A team of Year 9 students from Telopea Park School have participated successfully in France’s Physics Olympiads.
With their project, Particles in Fog, the group of students (pictured here with their teacher in Paris) were awarded third prize.
Of the 25 schools who took part, only two were not French — Telopea Park School and a school from Hanoi, Vietnam.
Guided by teacher Floriane Michel, the students looked at how many particles crossed a designed cloud chamber per minute, a project inspired by the cloud chamber exhibition at Questacon, which allows the public to watch as tiny vapour trails form.
Scientists at the Australian National University, Cédric Simenel and Matthew Gerathy assisted the students to compare their results to scientific theory.
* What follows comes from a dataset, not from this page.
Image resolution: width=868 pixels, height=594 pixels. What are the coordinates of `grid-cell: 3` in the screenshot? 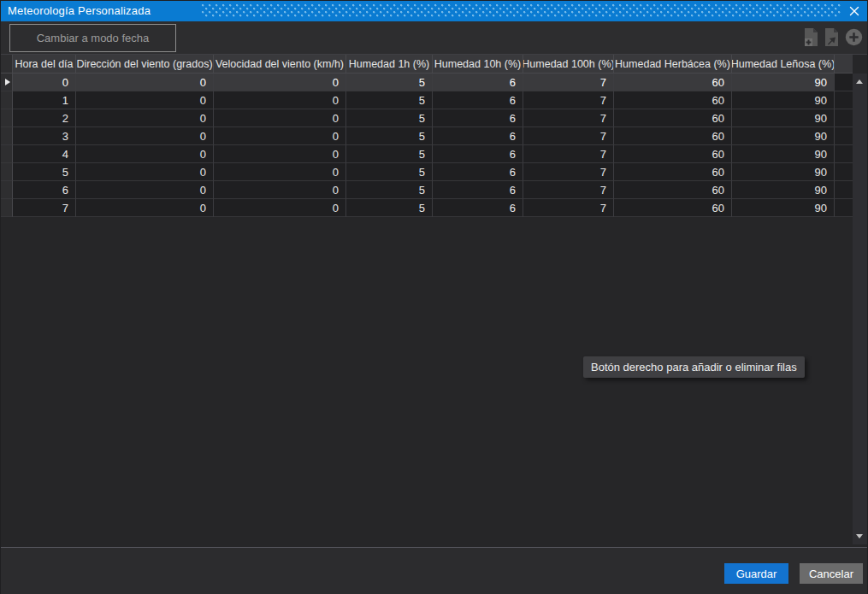 It's located at (44, 137).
The students, Matthias Guillin, Marion Halas, Isabelle Harris and Laure Petitdidier, travelled to Lille, France at the beginning of the year where they presented their project to a panel of judges.
Ms Michel said it was a rewarding and enriching experience for the students.
“They had to defend their project in front of 10 scientists and explain it to the public,” Ms Michel said.
“As they were coming from so far away, they were the attraction of the competition,” she said.
“They were the youngest of the competition, so they can be very proud of the cohesion in the group, the investment and maturity they’ve shown.”
The competition, organised by a national committee of scientists under the patronage of the French Ministry of Education and the French Ministry of Industry, required applicants to present a scientific project to a panel of judges.